Friday, September 5, 2014
GenCon 2014 recap
I went to GenCon 2014 and had a great time. I made the two-day drive out along with my wife and another friend, staying over in western PA because I'm getting a little too old and weary to drive 13 hours in one day. Next year I might fly instead.
GenCon itself was, as always, hugely crowded (something like 56,000 attendees this year?). Despite that the convention itself ran smoothly. The Will Call line was amazingly fast and efficient this year, and the convention center itself seems to still have plenty of room. The surrounding city is showing more strain, getting housing was a nightmare and getting food required waiting an hour or more in line.
Most of my time at the convention was spent gaming. I go to GenCon for the gaming events, and this year I was fortunate enough to get into nearly all of my first choice of events. When I wasn't at games, running between events, or waiting in line at the food trucks I did manage to get several hours of demo time in with the new little walking robot. The robot did great - held up through the entire convention, and ran through about four of the five battery packs I had for it each day Thursday, Friday, and Saturday. Radio reception was only a problem when the antenna came loose from the transmitter - easily fixed by screwing it back on tightly, but I might want to secure it better for next time. It had enough traction to walk well on the convention center carpet. Tile floors were a problem, so I avoided them, and I never got around to trying it outside.
I don't have any video of the robot at GenCon yet. Running the robot takes two hands, and I can't work a camera and make the robot walk at the same time. I've been looking on Youtube for uploaded videos of it, but haven't found any yet.
I did go through some spare parts. I had two servos fail due to the robot switching on while still in my carrying bag. I was in the habit of keeping a battery half-inserted while walking around with the robot in the bag, so it would be easier to pull out and switch on for a demo. It turns out that if I hit the robot just right I would jostle the battery into place enough to power on the robot. The first thing that the robot does when powered on is center all the servos, and when this happens while in a confined bag it can result in stripped servo gears. I will be updating the software in the robot so that it doesn't send any motion commands to the servos until it receives a valid radio signal.
I had two servos in the robot destroyed when someone stepped on it. I don't know if it was on purpose - I had originally thought not, but the person who did laughed and ran off when I confronted them, so it may have been intentional after all. Fortunately it was easy enough to repair the damage to these and the other two failed servos. I didn't even have to remove them from the robot, just open them up enough to swap the gears out.
One servo failed spontaneously when the feedback system failed. It locked up at one end stop, and then when I tried to test it erratically smashed back and forth between the travel limits until the gears failed. I haven't taken it apart enough to find out what the problem was - I suspect a broken wire or solder joint, but when the servos cost less than $3 each I'm not inclined to put much effort into troubleshooting them. This was a slightly more difficult job than the others since I had to replace the entire servo, which also required taking the core of the robot apart to get at the wiring. Still not a big deal, the bot was designed to be modular and I had all the tools and spare parts in my convention bag.
Late on Saturday night the transmitter failed, a broken connection in the wiring to the left-hand joystick. I didn't have the tools with me to troubleshoot or repair the damage, and was just about ready to collapse in exhaustion anyway, so I just packed it up and was done with the robot for the convention. The transmitter was re-used unchanged from the previous robot, and is really in need of a complete tear-down, redesign and rebuild soon anyway. The failure only meant that I wasn't able to show the robot off on Sunday, which was not much of a loss since Sunday morning was when we were packing up and heading home anyway.
The robot was a great success at GenCon. Up; until Sunday my demo time was only limited by the amount of free time I had between events, which admittedly wasn't much. I never ran out of battery packs, but I did get down to my last pack for the day more than once, so I didn't have much wasted capacity. I only had one servo fail due to non-external causes. That last bit really surprised me - I was expecting these cheap servos to fail just from the effort of walking around, but they held up far better than I expected them to.
The big question everyone kept asking was where I got the robot - and when I told people I made it myself, was I planning to sell them? I'm still not ready to actually sell working, finished, consumer-ready robots. It's a huge investment in time and money to actually set up, and I really don't want to be the one doing customer support for a potentially large number of hand-made robots breaking in the field. While the robot itself seems to work for a while without breaking, the servos are fragile and easy to break with careless handling. Furthermore, I'd still be hand-making each robot, and even with the 3D printer it takes a while to build all the pieces for one. That means a lot of my time invested in each sale, and I'd have to charge an unreasonable amount to make it worth my time.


◆ Prompt:
Leave the pictures out and transcribe every record exactly.

====== Material for this exercise

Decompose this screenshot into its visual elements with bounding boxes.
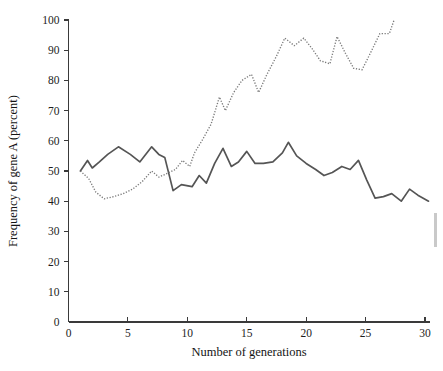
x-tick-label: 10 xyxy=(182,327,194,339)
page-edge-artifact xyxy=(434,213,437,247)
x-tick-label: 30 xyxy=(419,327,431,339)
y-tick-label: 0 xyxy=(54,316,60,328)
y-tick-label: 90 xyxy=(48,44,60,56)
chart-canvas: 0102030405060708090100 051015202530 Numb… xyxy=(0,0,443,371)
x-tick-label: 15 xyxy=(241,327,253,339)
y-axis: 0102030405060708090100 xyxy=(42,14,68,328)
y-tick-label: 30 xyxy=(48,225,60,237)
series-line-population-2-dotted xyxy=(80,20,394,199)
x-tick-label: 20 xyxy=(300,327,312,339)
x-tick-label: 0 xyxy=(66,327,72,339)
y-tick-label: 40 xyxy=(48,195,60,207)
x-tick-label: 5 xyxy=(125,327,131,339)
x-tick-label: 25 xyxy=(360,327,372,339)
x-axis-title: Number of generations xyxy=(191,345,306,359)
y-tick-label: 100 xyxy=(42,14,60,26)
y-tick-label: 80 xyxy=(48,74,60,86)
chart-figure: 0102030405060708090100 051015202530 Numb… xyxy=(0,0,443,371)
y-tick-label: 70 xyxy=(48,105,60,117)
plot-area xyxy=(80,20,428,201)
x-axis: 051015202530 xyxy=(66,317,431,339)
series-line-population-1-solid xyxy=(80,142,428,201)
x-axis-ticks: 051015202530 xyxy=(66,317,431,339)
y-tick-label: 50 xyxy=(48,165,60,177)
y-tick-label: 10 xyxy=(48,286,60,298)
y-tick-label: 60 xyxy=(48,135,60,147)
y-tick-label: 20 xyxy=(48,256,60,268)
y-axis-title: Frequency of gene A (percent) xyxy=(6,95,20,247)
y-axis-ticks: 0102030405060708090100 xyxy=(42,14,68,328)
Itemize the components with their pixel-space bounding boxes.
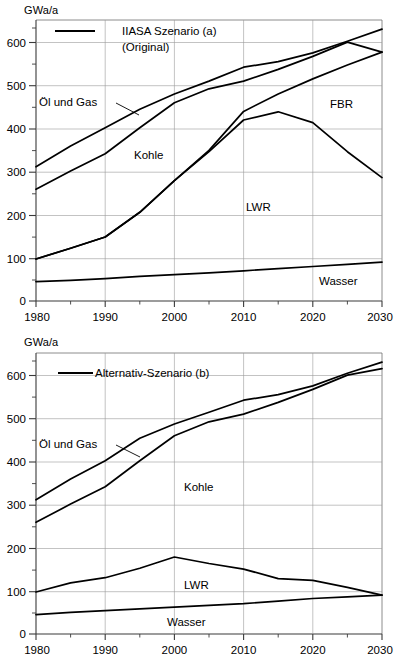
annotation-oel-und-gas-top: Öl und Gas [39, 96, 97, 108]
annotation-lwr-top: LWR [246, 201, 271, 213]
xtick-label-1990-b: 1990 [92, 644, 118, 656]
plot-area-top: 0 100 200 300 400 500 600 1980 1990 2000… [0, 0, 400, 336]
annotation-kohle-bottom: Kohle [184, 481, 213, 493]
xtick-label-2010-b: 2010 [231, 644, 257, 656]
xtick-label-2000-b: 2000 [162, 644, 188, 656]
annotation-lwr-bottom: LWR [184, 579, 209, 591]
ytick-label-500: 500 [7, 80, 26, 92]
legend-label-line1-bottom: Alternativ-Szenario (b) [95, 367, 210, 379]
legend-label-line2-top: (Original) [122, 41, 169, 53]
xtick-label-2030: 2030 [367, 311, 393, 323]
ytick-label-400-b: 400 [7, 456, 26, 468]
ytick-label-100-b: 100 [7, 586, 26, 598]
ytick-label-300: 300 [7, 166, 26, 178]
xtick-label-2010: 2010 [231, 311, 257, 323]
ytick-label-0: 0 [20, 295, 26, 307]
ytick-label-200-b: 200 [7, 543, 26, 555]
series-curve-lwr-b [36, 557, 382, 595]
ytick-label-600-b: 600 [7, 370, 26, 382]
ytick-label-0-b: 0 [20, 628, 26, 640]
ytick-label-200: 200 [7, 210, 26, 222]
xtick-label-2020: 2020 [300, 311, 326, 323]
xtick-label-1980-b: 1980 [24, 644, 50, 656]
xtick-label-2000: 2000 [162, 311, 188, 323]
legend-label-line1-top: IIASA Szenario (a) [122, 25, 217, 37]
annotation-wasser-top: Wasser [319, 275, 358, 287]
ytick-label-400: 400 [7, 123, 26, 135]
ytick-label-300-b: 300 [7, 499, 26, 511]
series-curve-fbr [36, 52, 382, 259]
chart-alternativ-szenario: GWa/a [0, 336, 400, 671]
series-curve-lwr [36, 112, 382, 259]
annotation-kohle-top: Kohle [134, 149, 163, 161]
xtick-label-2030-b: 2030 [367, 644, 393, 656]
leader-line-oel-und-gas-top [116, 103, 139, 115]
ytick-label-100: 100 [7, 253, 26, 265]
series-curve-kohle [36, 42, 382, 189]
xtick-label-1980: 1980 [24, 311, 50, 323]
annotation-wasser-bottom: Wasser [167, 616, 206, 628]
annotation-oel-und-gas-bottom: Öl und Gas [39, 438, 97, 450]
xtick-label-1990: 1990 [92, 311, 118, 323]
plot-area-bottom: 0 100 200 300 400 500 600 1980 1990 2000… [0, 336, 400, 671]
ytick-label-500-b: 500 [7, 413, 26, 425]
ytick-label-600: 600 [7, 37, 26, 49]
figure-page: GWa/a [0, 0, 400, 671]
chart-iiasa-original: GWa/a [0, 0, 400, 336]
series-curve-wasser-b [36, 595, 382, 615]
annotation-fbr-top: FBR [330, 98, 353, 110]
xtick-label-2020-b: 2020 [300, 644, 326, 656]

============

◆ Result of this task:
Decompose this screenshot into its visual elements with bounding boxes.
x-tick-label: 10 xyxy=(182,327,194,339)
page-edge-artifact xyxy=(434,213,437,247)
x-tick-label: 30 xyxy=(419,327,431,339)
y-tick-label: 0 xyxy=(54,316,60,328)
y-tick-label: 90 xyxy=(48,44,60,56)
chart-canvas: 0102030405060708090100 051015202530 Numb… xyxy=(0,0,443,371)
x-tick-label: 15 xyxy=(241,327,253,339)
y-axis: 0102030405060708090100 xyxy=(42,14,68,328)
y-tick-label: 30 xyxy=(48,225,60,237)
series-line-population-2-dotted xyxy=(80,20,394,199)
x-tick-label: 20 xyxy=(300,327,312,339)
x-tick-label: 0 xyxy=(66,327,72,339)
y-tick-label: 40 xyxy=(48,195,60,207)
x-tick-label: 5 xyxy=(125,327,131,339)
x-tick-label: 25 xyxy=(360,327,372,339)
x-axis-title: Number of generations xyxy=(191,345,306,359)
y-tick-label: 100 xyxy=(42,14,60,26)
y-tick-label: 80 xyxy=(48,74,60,86)
chart-figure: 0102030405060708090100 051015202530 Numb… xyxy=(0,0,443,371)
y-tick-label: 70 xyxy=(48,105,60,117)
plot-area xyxy=(80,20,428,201)
x-axis: 051015202530 xyxy=(66,317,431,339)
series-line-population-1-solid xyxy=(80,142,428,201)
x-axis-ticks: 051015202530 xyxy=(66,317,431,339)
y-tick-label: 50 xyxy=(48,165,60,177)
y-tick-label: 10 xyxy=(48,286,60,298)
y-tick-label: 60 xyxy=(48,135,60,147)
y-tick-label: 20 xyxy=(48,256,60,268)
y-axis-title: Frequency of gene A (percent) xyxy=(6,95,20,247)
y-axis-ticks: 0102030405060708090100 xyxy=(42,14,68,328)
Itemize the components with their pixel-space bounding boxes.
annotation-oel-und-gas-top: Öl und Gas [39, 96, 97, 108]
annotation-lwr-top: LWR [246, 201, 271, 213]
xtick-label-1990-b: 1990 [92, 644, 118, 656]
plot-area-top: 0 100 200 300 400 500 600 1980 1990 2000… [0, 0, 400, 336]
annotation-kohle-bottom: Kohle [184, 481, 213, 493]
xtick-label-2010-b: 2010 [231, 644, 257, 656]
xtick-label-2000-b: 2000 [162, 644, 188, 656]
annotation-lwr-bottom: LWR [184, 579, 209, 591]
ytick-label-500: 500 [7, 80, 26, 92]
legend-label-line1-bottom: Alternativ-Szenario (b) [95, 367, 210, 379]
legend-label-line2-top: (Original) [122, 41, 169, 53]
xtick-label-2030: 2030 [367, 311, 393, 323]
ytick-label-400-b: 400 [7, 456, 26, 468]
ytick-label-100-b: 100 [7, 586, 26, 598]
ytick-label-300: 300 [7, 166, 26, 178]
xtick-label-2010: 2010 [231, 311, 257, 323]
ytick-label-0: 0 [20, 295, 26, 307]
ytick-label-200-b: 200 [7, 543, 26, 555]
series-curve-lwr-b [36, 557, 382, 595]
ytick-label-600-b: 600 [7, 370, 26, 382]
ytick-label-0-b: 0 [20, 628, 26, 640]
ytick-label-200: 200 [7, 210, 26, 222]
xtick-label-2020: 2020 [300, 311, 326, 323]
xtick-label-1980-b: 1980 [24, 644, 50, 656]
xtick-label-2000: 2000 [162, 311, 188, 323]
legend-label-line1-top: IIASA Szenario (a) [122, 25, 217, 37]
annotation-wasser-top: Wasser [319, 275, 358, 287]
ytick-label-400: 400 [7, 123, 26, 135]
ytick-label-300-b: 300 [7, 499, 26, 511]
series-curve-fbr [36, 52, 382, 259]
chart-alternativ-szenario: GWa/a [0, 336, 400, 671]
series-curve-lwr [36, 112, 382, 259]
annotation-kohle-top: Kohle [134, 149, 163, 161]
xtick-label-2030-b: 2030 [367, 644, 393, 656]
leader-line-oel-und-gas-top [116, 103, 139, 115]
ytick-label-100: 100 [7, 253, 26, 265]
series-curve-kohle [36, 42, 382, 189]
xtick-label-1980: 1980 [24, 311, 50, 323]
annotation-wasser-bottom: Wasser [167, 616, 206, 628]
annotation-oel-und-gas-bottom: Öl und Gas [39, 438, 97, 450]
xtick-label-1990: 1990 [92, 311, 118, 323]
plot-area-bottom: 0 100 200 300 400 500 600 1980 1990 2000… [0, 336, 400, 671]
ytick-label-500-b: 500 [7, 413, 26, 425]
ytick-label-600: 600 [7, 37, 26, 49]
figure-page: GWa/a [0, 0, 400, 671]
chart-iiasa-original: GWa/a [0, 0, 400, 336]
series-curve-wasser-b [36, 595, 382, 615]
annotation-fbr-top: FBR [330, 98, 353, 110]
xtick-label-2020-b: 2020 [300, 644, 326, 656]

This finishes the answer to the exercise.